Anything but slothful4
His interest in Patagonia first awakened by a piece of sloth skin from that region that hung in his grandmother's house, Chatwin sets out on a mazy route from Buenos Aires to Tierra del Fuego. As he makes for where the ancient sloth was discovered a century before, he glimpses into the lives of the settlers, gauchos and Indians who have spread themselves thinly across the pampas. The deep loneliness, isolation and fatalism implicit in the lives of those living at the end of the earth is conveyed starkly in Chatwin's laconic prose. Roaming between these outposts of humanity, he amuses himself in the pursuit of a series of riddles aside from the sloth mission - and as we are drawn into Chatwin's world of esoterica, where Butch Cassidy lived to a ripe old age, and revolutionaries become barbers, the lines between fact, supposition and invention become almost impossible to discern. Which is what makes this intellectual odyssey - or 'ridiculous journey', as Chatwin self-deprecatingly puts it - such fun; the recondite histories woven into the narrative only enrich Patagonia as a land of dreams and possibility. Be warned, though, that this book is thin on descriptive passages, and gives a largely impressionistic vision of Patagonia: it is more concerned with the region's idiosyncrasies and curious history than rendering a sense of what it's like to be there. Utterly unique: I recommend it highly.

Travels in the human psyche4
This is a fascinating book, but if you are expecting a description of the geography of the Southernmost part of South America, you are likely to be disappointed. Chatwin offers very few details of the landscape, but instead focuses on the people and their dwellings, a strange mix of natives and pioneers from, it seems, every other country in the world, living almost exclusively in miserable run-down relics of an age long gone.

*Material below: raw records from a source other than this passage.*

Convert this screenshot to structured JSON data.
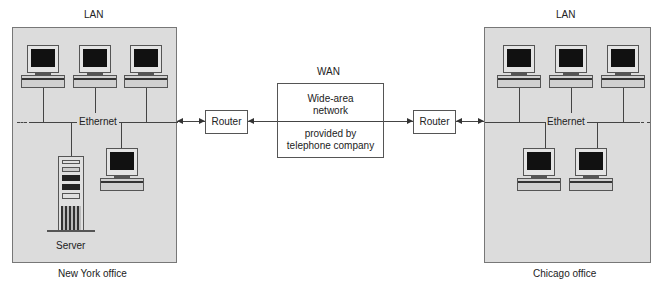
{
  "diagram": {
    "left_site": {
      "top_label": "LAN",
      "bottom_label": "New York office",
      "bus_label": "Ethernet",
      "devices": [
        "workstation",
        "workstation",
        "workstation",
        "workstation",
        "server"
      ],
      "server_label": "Server"
    },
    "right_site": {
      "top_label": "LAN",
      "bottom_label": "Chicago office",
      "bus_label": "Ethernet",
      "devices": [
        "workstation",
        "workstation",
        "workstation",
        "workstation",
        "workstation"
      ]
    },
    "left_router": {
      "label": "Router"
    },
    "right_router": {
      "label": "Router"
    },
    "wan": {
      "title": "WAN",
      "line1": "Wide-area",
      "line2": "network",
      "line3": "provided by",
      "line4": "telephone company"
    },
    "colors": {
      "lan_fill": "#dcdcdc",
      "box_border": "#555555",
      "screen": "#111111"
    }
  }
}
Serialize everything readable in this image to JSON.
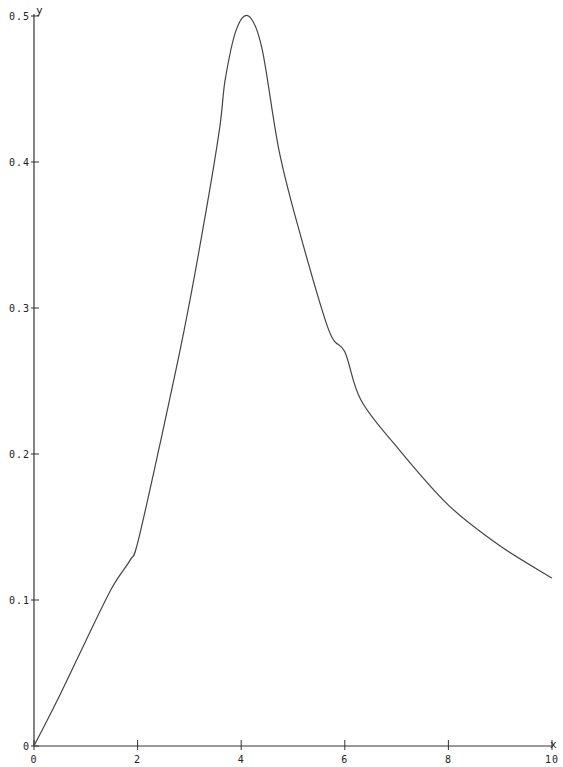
{
  "chart_data": {
    "type": "line",
    "title": "",
    "xlabel": "x",
    "ylabel": "y",
    "xlim": [
      0,
      10
    ],
    "ylim": [
      0,
      0.5
    ],
    "grid": false,
    "legend": null,
    "x_ticks": [
      "0",
      "2",
      "4",
      "6",
      "8",
      "10"
    ],
    "y_ticks": [
      "0",
      "0.1",
      "0.2",
      "0.3",
      "0.4",
      "0.5"
    ],
    "series": [
      {
        "name": "y(x)",
        "x": [
          0,
          0.5,
          1.0,
          1.5,
          1.85,
          2.0,
          2.42,
          2.9,
          3.29,
          3.58,
          3.69,
          3.9,
          4.14,
          4.4,
          4.73,
          5.12,
          5.69,
          6.0,
          6.31,
          7.0,
          8.0,
          9.0,
          10.0
        ],
        "values": [
          0,
          0.035,
          0.072,
          0.108,
          0.127,
          0.139,
          0.205,
          0.285,
          0.36,
          0.422,
          0.456,
          0.49,
          0.5,
          0.478,
          0.408,
          0.353,
          0.285,
          0.27,
          0.237,
          0.205,
          0.165,
          0.137,
          0.115
        ]
      }
    ]
  }
}
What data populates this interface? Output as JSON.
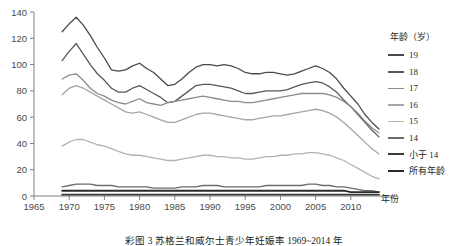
{
  "caption": "彩图 3  苏格兰和威尔士青少年妊娠率  1969~2014 年",
  "axis": {
    "x_title": "年份",
    "y_ticks": [
      "0",
      "20",
      "40",
      "60",
      "80",
      "100",
      "120",
      "140"
    ],
    "x_ticks": [
      "1965",
      "1970",
      "1975",
      "1980",
      "1985",
      "1990",
      "1995",
      "2000",
      "2005",
      "2010"
    ]
  },
  "legend": {
    "title": "年龄（岁）",
    "entries": [
      {
        "label": "19",
        "color": "#4a4a4a"
      },
      {
        "label": "18",
        "color": "#595959"
      },
      {
        "label": "17",
        "color": "#8c8c8c"
      },
      {
        "label": "16",
        "color": "#a6a6a6"
      },
      {
        "label": "15",
        "color": "#b3b3b3"
      },
      {
        "label": "14",
        "color": "#6b6b6b"
      },
      {
        "label": "小于 14",
        "color": "#3a3a3a"
      },
      {
        "label": "所有年龄",
        "color": "#2b2b2b"
      }
    ]
  },
  "chart_data": {
    "type": "line",
    "title": "彩图 3  苏格兰和威尔士青少年妊娠率  1969~2014 年",
    "xlabel": "年份",
    "ylabel": "",
    "xlim": [
      1965,
      2014
    ],
    "ylim": [
      0,
      140
    ],
    "grid": false,
    "legend_position": "right",
    "x": [
      1969,
      1970,
      1971,
      1972,
      1973,
      1974,
      1975,
      1976,
      1977,
      1978,
      1979,
      1980,
      1981,
      1982,
      1983,
      1984,
      1985,
      1986,
      1987,
      1988,
      1989,
      1990,
      1991,
      1992,
      1993,
      1994,
      1995,
      1996,
      1997,
      1998,
      1999,
      2000,
      2001,
      2002,
      2003,
      2004,
      2005,
      2006,
      2007,
      2008,
      2009,
      2010,
      2011,
      2012,
      2013,
      2014
    ],
    "series": [
      {
        "name": "19",
        "color": "#4a4a4a",
        "values": [
          125,
          131,
          136,
          130,
          122,
          113,
          105,
          96,
          95,
          96,
          99,
          101,
          97,
          94,
          89,
          84,
          85,
          89,
          94,
          98,
          100,
          100,
          99,
          100,
          99,
          97,
          94,
          93,
          93,
          94,
          94,
          93,
          92,
          93,
          95,
          97,
          99,
          97,
          94,
          89,
          82,
          76,
          70,
          62,
          56,
          51
        ]
      },
      {
        "name": "18",
        "color": "#595959",
        "values": [
          103,
          110,
          116,
          108,
          100,
          93,
          88,
          82,
          79,
          79,
          82,
          84,
          81,
          78,
          75,
          71,
          72,
          76,
          80,
          84,
          85,
          85,
          84,
          83,
          82,
          80,
          78,
          78,
          79,
          80,
          80,
          80,
          81,
          83,
          85,
          86,
          87,
          86,
          83,
          79,
          73,
          68,
          62,
          56,
          50,
          45
        ]
      },
      {
        "name": "17",
        "color": "#8c8c8c",
        "values": [
          89,
          92,
          93,
          88,
          82,
          78,
          76,
          73,
          71,
          70,
          72,
          74,
          71,
          70,
          69,
          71,
          72,
          73,
          74,
          75,
          76,
          75,
          74,
          73,
          72,
          72,
          71,
          71,
          72,
          73,
          74,
          75,
          76,
          77,
          78,
          78,
          78,
          78,
          77,
          75,
          72,
          68,
          63,
          57,
          52,
          48
        ]
      },
      {
        "name": "16",
        "color": "#a6a6a6",
        "values": [
          77,
          82,
          84,
          82,
          79,
          76,
          73,
          70,
          67,
          64,
          63,
          64,
          62,
          60,
          58,
          56,
          56,
          58,
          60,
          62,
          63,
          63,
          62,
          61,
          60,
          59,
          58,
          58,
          59,
          60,
          61,
          61,
          62,
          63,
          64,
          65,
          66,
          65,
          63,
          60,
          56,
          51,
          46,
          41,
          36,
          32
        ]
      },
      {
        "name": "15",
        "color": "#b3b3b3",
        "values": [
          38,
          41,
          43,
          43,
          41,
          39,
          38,
          36,
          34,
          32,
          31,
          31,
          30,
          29,
          28,
          27,
          27,
          28,
          29,
          30,
          31,
          31,
          30,
          30,
          29,
          29,
          28,
          28,
          29,
          30,
          30,
          31,
          31,
          32,
          32,
          33,
          33,
          32,
          31,
          29,
          27,
          24,
          21,
          18,
          15,
          13
        ]
      },
      {
        "name": "14",
        "color": "#6b6b6b",
        "values": [
          7,
          8,
          9,
          9,
          9,
          8,
          8,
          8,
          7,
          7,
          7,
          7,
          7,
          6,
          6,
          6,
          6,
          7,
          7,
          7,
          8,
          8,
          8,
          7,
          7,
          7,
          7,
          7,
          7,
          8,
          8,
          8,
          8,
          8,
          8,
          9,
          9,
          8,
          8,
          7,
          7,
          6,
          5,
          4,
          4,
          3
        ]
      },
      {
        "name": "小于 14",
        "color": "#3a3a3a",
        "values": [
          1,
          1,
          1,
          1,
          1,
          1,
          1,
          1,
          1,
          1,
          1,
          1,
          1,
          1,
          1,
          1,
          1,
          1,
          1,
          1,
          1,
          1,
          1,
          1,
          1,
          1,
          1,
          1,
          1,
          1,
          1,
          1,
          1,
          1,
          1,
          1,
          1,
          1,
          1,
          1,
          1,
          1,
          1,
          1,
          1,
          1
        ]
      },
      {
        "name": "所有年龄",
        "color": "#2b2b2b",
        "values": [
          4,
          4,
          4,
          4,
          4,
          4,
          4,
          4,
          4,
          4,
          4,
          4,
          4,
          4,
          4,
          4,
          4,
          4,
          4,
          4,
          4,
          4,
          4,
          4,
          4,
          4,
          4,
          4,
          4,
          4,
          4,
          4,
          4,
          4,
          4,
          4,
          4,
          4,
          4,
          4,
          4,
          3,
          3,
          3,
          3,
          3
        ]
      }
    ]
  }
}
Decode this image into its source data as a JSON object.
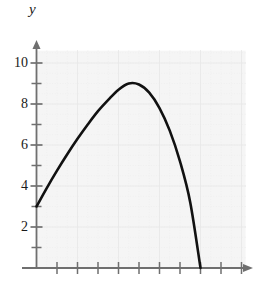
{
  "chart_data": {
    "type": "line",
    "title": "",
    "xlabel": "",
    "ylabel": "y",
    "xlim": [
      0,
      11
    ],
    "ylim": [
      0,
      11
    ],
    "grid": true,
    "legend": null,
    "shaded_region": {
      "present": true,
      "description": "region between curve and x-axis from x=0 to x=8",
      "color": "#f1f1f1"
    },
    "curve": {
      "name": "parabola",
      "color": "#111111",
      "x": [
        0,
        0.5,
        1,
        1.5,
        2,
        2.5,
        3,
        3.5,
        4,
        4.5,
        5,
        5.5,
        6,
        6.5,
        7,
        7.5,
        8
      ],
      "y": [
        3.0,
        3.9,
        4.75,
        5.55,
        6.3,
        7.0,
        7.65,
        8.2,
        8.7,
        9.0,
        8.95,
        8.55,
        7.8,
        6.7,
        5.2,
        3.2,
        0.0
      ],
      "start_point": [
        0,
        3
      ],
      "peak_point": [
        4.5,
        9
      ],
      "x_intercept": [
        8,
        0
      ]
    },
    "y_axis": {
      "tick_labels": [
        "10",
        "8",
        "6",
        "4",
        "2"
      ],
      "tick_values": [
        10,
        8,
        6,
        4,
        2
      ],
      "minor_tick_values": [
        1,
        3,
        5,
        7,
        9
      ],
      "arrow": "up"
    },
    "x_axis": {
      "tick_labels": [],
      "tick_values": [
        1,
        2,
        3,
        4,
        5,
        6,
        7,
        8,
        9,
        10
      ],
      "arrow": "right"
    },
    "colors": {
      "curve": "#111111",
      "axis": "#6f6f6f",
      "grid_major": "#c9c9c9",
      "grid_minor": "#dedede",
      "fill": "#f1f1f1",
      "text": "#1a1a1a"
    }
  }
}
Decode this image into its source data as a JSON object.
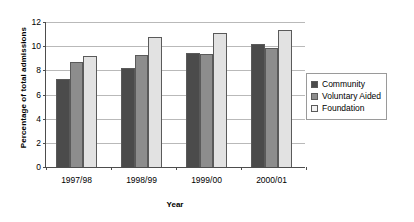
{
  "chart_data": {
    "type": "bar",
    "title": "",
    "xlabel": "Year",
    "ylabel": "Percentage of total admissions",
    "categories": [
      "1997/98",
      "1998/99",
      "1999/00",
      "2000/01"
    ],
    "series": [
      {
        "name": "Community",
        "color": "#4b4b4b",
        "values": [
          7.2,
          8.15,
          9.35,
          10.1
        ]
      },
      {
        "name": "Voluntary Aided",
        "color": "#8d8d8d",
        "values": [
          8.6,
          9.2,
          9.25,
          9.75
        ]
      },
      {
        "name": "Foundation",
        "color": "#e2e2e2",
        "values": [
          9.1,
          10.65,
          11.0,
          11.3
        ]
      }
    ],
    "ylim": [
      0,
      12
    ],
    "yticks": [
      0,
      2,
      4,
      6,
      8,
      10,
      12
    ],
    "ytick_labels": [
      "0",
      "2",
      "4",
      "6",
      "8",
      "10",
      "12"
    ],
    "grid": true,
    "legend_position": "right"
  }
}
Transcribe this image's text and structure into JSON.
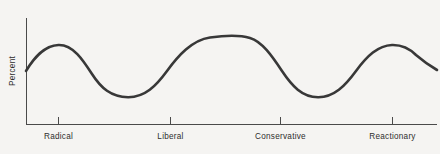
{
  "chart_data": {
    "type": "line",
    "title": "",
    "xlabel": "",
    "ylabel": "Percent",
    "grid": false,
    "legend": false,
    "categories": [
      "Radical",
      "Liberal",
      "Conservative",
      "Reactionary"
    ],
    "tick_labels_x": [
      "Radical",
      "Liberal",
      "Conservative",
      "Reactionary"
    ],
    "tick_labels_y": [],
    "xlim": [
      0,
      100
    ],
    "ylim": [
      0,
      100
    ],
    "series": [
      {
        "name": "Distribution of political opinion",
        "x": [
          0,
          8,
          16,
          25,
          33,
          41,
          48,
          56,
          64,
          72,
          80,
          88,
          94,
          100
        ],
        "values": [
          51,
          68,
          76,
          66,
          44,
          29,
          28,
          45,
          72,
          85,
          76,
          50,
          30,
          30
        ]
      }
    ],
    "annotations": [],
    "line_color": "#383838",
    "line_width": 2.6,
    "background_color": "#f5f4f2",
    "axis_color": "#4a4a4a",
    "key_points": {
      "start_value": 51,
      "peak_1": {
        "category_near": "Radical",
        "value": 76
      },
      "valley_1": {
        "value": 28
      },
      "peak_2": {
        "value": 85
      },
      "valley_2": {
        "value": 28
      },
      "peak_3": {
        "category_near": "Reactionary",
        "value": 76
      },
      "end_value": 59
    }
  },
  "axis": {
    "y_title": "Percent",
    "x_tick_labels": [
      {
        "label": "Radical",
        "x": 58
      },
      {
        "label": "Liberal",
        "x": 170
      },
      {
        "label": "Conservative",
        "x": 280
      },
      {
        "label": "Reactionary",
        "x": 392
      }
    ]
  },
  "geometry": {
    "y_axis_x": 26,
    "x_axis_y": 124,
    "plot_right": 437,
    "plot_top": 18,
    "curve_path": "M 26,71 C 34,58 44,45.5 58.5,45 C 73,44.5 83,60 92,74 C 101,88 111,97 128,97.2 C 145,97.4 156,86 167,71 C 178,56 192,40 210,37.5 C 228,35 240,35 250,38 C 262,41.5 272,56 282,71 C 292,86 302,97 318,97.2 C 334,97.4 345,86 356,71 C 367,56 378,45.5 392,45 C 402,44.7 410,49 416,55 C 423,61 430,66 437,70"
  }
}
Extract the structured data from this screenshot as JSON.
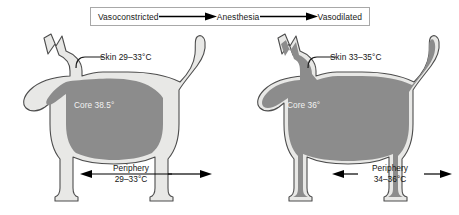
{
  "legend": {
    "start_label": "Vasoconstricted",
    "middle_label": "Anesthesia",
    "end_label": "Vasodilated",
    "arrow1_name": "rightward-arrow-icon",
    "arrow2_name": "rightward-arrow-icon"
  },
  "figures": {
    "left": {
      "state": "Vasoconstricted",
      "skin_label": "Skin 29–33°C",
      "core_label": "Core 38.5°",
      "periphery_label_line1": "Periphery",
      "periphery_label_line2": "29–33°C"
    },
    "right": {
      "state": "Vasodilated",
      "skin_label": "Skin 33–35°C",
      "core_label": "Core 36°",
      "periphery_label_line1": "Periphery",
      "periphery_label_line2": "34–36°C"
    }
  },
  "colors": {
    "core_fill": "#8c8c8c",
    "periphery_fill": "#e8e8e6",
    "outline": "#4d4d4d",
    "text": "#141414",
    "core_text": "#f2f2f2",
    "arrow": "#000000",
    "box_border": "#a8a8a8"
  }
}
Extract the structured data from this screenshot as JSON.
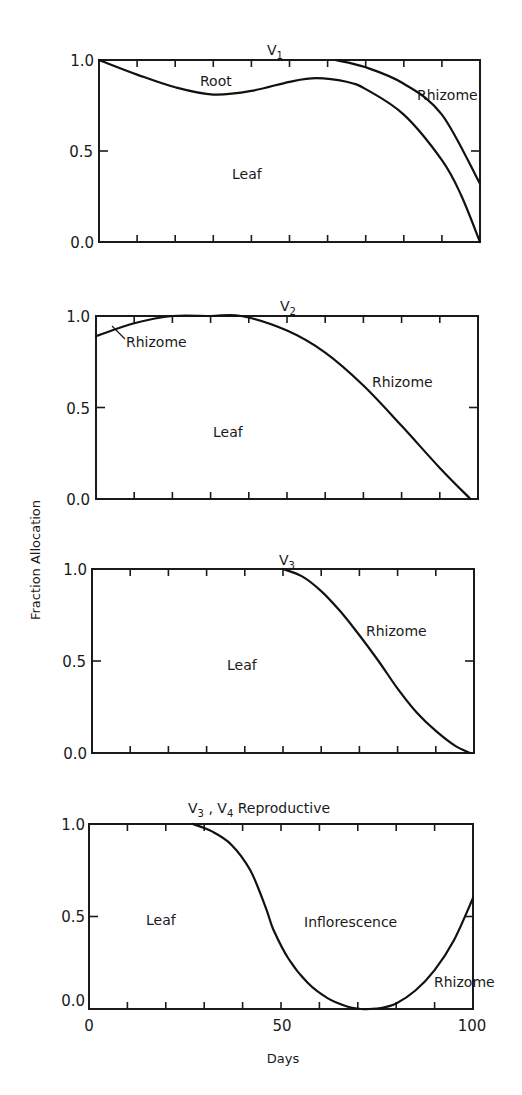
{
  "figure": {
    "ylabel": "Fraction  Allocation",
    "xlabel": "Days",
    "x_tick_labels": [
      "0",
      "50",
      "100"
    ],
    "y_tick_labels": [
      "1.0",
      "0.5",
      "0.0"
    ]
  },
  "panels": [
    {
      "title_main": "V",
      "title_sub": "1",
      "title_suffix": "",
      "labels": {
        "leaf": "Leaf",
        "root": "Root",
        "rhizome": "Rhizome"
      }
    },
    {
      "title_main": "V",
      "title_sub": "2",
      "title_suffix": "",
      "labels": {
        "leaf": "Leaf",
        "rhizome_early": "Rhizome",
        "rhizome": "Rhizome"
      }
    },
    {
      "title_main": "V",
      "title_sub": "3",
      "title_suffix": "",
      "labels": {
        "leaf": "Leaf",
        "rhizome": "Rhizome"
      }
    },
    {
      "title_main": "V",
      "title_sub": "3",
      "title_sep": " ,  V",
      "title_sub2": "4",
      "title_suffix": "  Reproductive",
      "labels": {
        "leaf": "Leaf",
        "inflorescence": "Inflorescence",
        "rhizome": "Rhizome"
      }
    }
  ],
  "chart_data": [
    {
      "type": "area",
      "title": "V1",
      "xlabel": "Days",
      "ylabel": "Fraction Allocation",
      "xlim": [
        0,
        100
      ],
      "ylim": [
        0,
        1
      ],
      "grid": false,
      "x_ticks": [
        0,
        10,
        20,
        30,
        40,
        50,
        60,
        70,
        80,
        90,
        100
      ],
      "y_ticks": [
        0.0,
        0.5,
        1.0
      ],
      "boundaries": [
        {
          "name": "Leaf / Root boundary",
          "x": [
            0,
            10,
            20,
            30,
            40,
            50,
            57,
            65,
            70,
            80,
            90,
            95,
            100
          ],
          "y": [
            1.0,
            0.92,
            0.85,
            0.81,
            0.83,
            0.88,
            0.9,
            0.88,
            0.84,
            0.7,
            0.45,
            0.26,
            0.0
          ]
        },
        {
          "name": "Root / Rhizome boundary",
          "x": [
            62,
            70,
            80,
            90,
            100
          ],
          "y": [
            1.0,
            0.96,
            0.87,
            0.7,
            0.32
          ]
        }
      ],
      "regions": [
        "Leaf",
        "Root",
        "Rhizome"
      ]
    },
    {
      "type": "area",
      "title": "V2",
      "xlabel": "Days",
      "ylabel": "Fraction Allocation",
      "xlim": [
        0,
        100
      ],
      "ylim": [
        0,
        1
      ],
      "grid": false,
      "x_ticks": [
        0,
        10,
        20,
        30,
        40,
        50,
        60,
        70,
        80,
        90,
        100
      ],
      "y_ticks": [
        0.0,
        0.5,
        1.0
      ],
      "boundaries": [
        {
          "name": "Leaf / Rhizome boundary",
          "x": [
            0,
            10,
            20,
            30,
            38,
            50,
            60,
            70,
            80,
            90,
            98
          ],
          "y": [
            0.89,
            0.96,
            1.0,
            1.0,
            1.0,
            0.92,
            0.8,
            0.62,
            0.4,
            0.17,
            0.0
          ]
        }
      ],
      "regions": [
        "Leaf",
        "Rhizome"
      ]
    },
    {
      "type": "area",
      "title": "V3",
      "xlabel": "Days",
      "ylabel": "Fraction Allocation",
      "xlim": [
        0,
        100
      ],
      "ylim": [
        0,
        1
      ],
      "grid": false,
      "x_ticks": [
        0,
        10,
        20,
        30,
        40,
        50,
        60,
        70,
        80,
        90,
        100
      ],
      "y_ticks": [
        0.0,
        0.5,
        1.0
      ],
      "boundaries": [
        {
          "name": "Leaf / Rhizome boundary",
          "x": [
            50,
            55,
            60,
            65,
            70,
            75,
            80,
            85,
            90,
            95,
            99
          ],
          "y": [
            1.0,
            0.96,
            0.88,
            0.77,
            0.64,
            0.5,
            0.35,
            0.22,
            0.12,
            0.04,
            0.0
          ]
        }
      ],
      "regions": [
        "Leaf",
        "Rhizome"
      ]
    },
    {
      "type": "area",
      "title": "V3 , V4 Reproductive",
      "xlabel": "Days",
      "ylabel": "Fraction Allocation",
      "xlim": [
        0,
        100
      ],
      "ylim": [
        0,
        1
      ],
      "grid": false,
      "x_ticks": [
        0,
        10,
        20,
        30,
        40,
        50,
        60,
        70,
        80,
        90,
        100
      ],
      "x_tick_labels": [
        "0",
        "50",
        "100"
      ],
      "y_ticks": [
        0.0,
        0.5,
        1.0
      ],
      "boundaries": [
        {
          "name": "Leaf / Inflorescence boundary",
          "x": [
            27,
            32,
            37,
            42,
            46,
            48,
            52,
            57,
            62,
            67,
            71,
            73,
            76,
            80,
            85,
            90,
            95,
            100
          ],
          "y": [
            1.0,
            0.96,
            0.89,
            0.75,
            0.55,
            0.43,
            0.27,
            0.14,
            0.06,
            0.015,
            0.0,
            0.0,
            0.005,
            0.03,
            0.1,
            0.21,
            0.37,
            0.6
          ]
        }
      ],
      "regions": [
        "Leaf",
        "Inflorescence",
        "Rhizome"
      ]
    }
  ],
  "layout": {
    "panels_px": [
      {
        "left": 99,
        "right": 480,
        "top": 60,
        "bottom": 242
      },
      {
        "left": 96,
        "right": 478,
        "top": 316,
        "bottom": 499
      },
      {
        "left": 92,
        "right": 474,
        "top": 569,
        "bottom": 753
      },
      {
        "left": 89,
        "right": 473,
        "top": 824,
        "bottom": 1009
      }
    ]
  }
}
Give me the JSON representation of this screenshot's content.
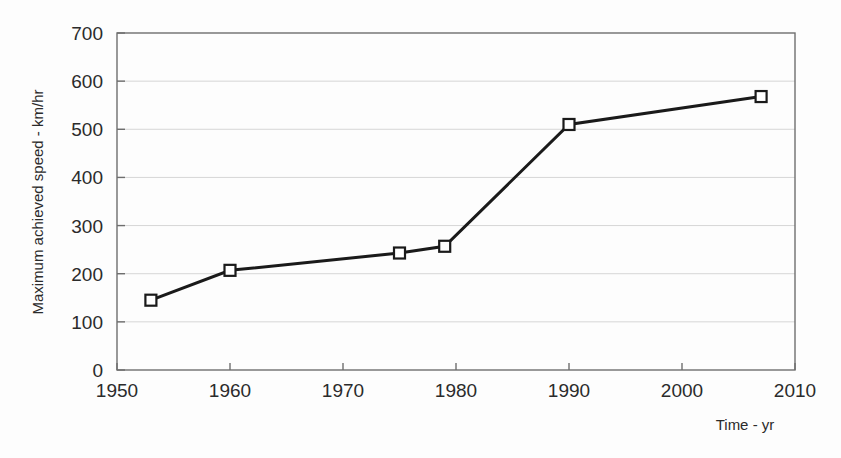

The majority of the book, however, is taken up with exploring the stories these people tell. From Chatwin's search for the past of his Grandmother's cousin, Charley Milward, through his exploration of the various myths surrounding Butch Cassidy and the Sundance Kid, Charles Darwin, various revolutionaries, 16th century explorers, and others, to delving into possible inspirations for Coleridge's Rime of the Ancient Mariner and Shakespear's Tempest; this book is about human legends and how they diverge and take on a life of their own over time.

Because of the way the book is structured and the very nature of its subject matter, it feels rather fragmented and piecemeal. But nontheless it is an astounding, enlightening achievement, and a fascinating read. Just don't expect to learn much about the Patagonian landscape from it.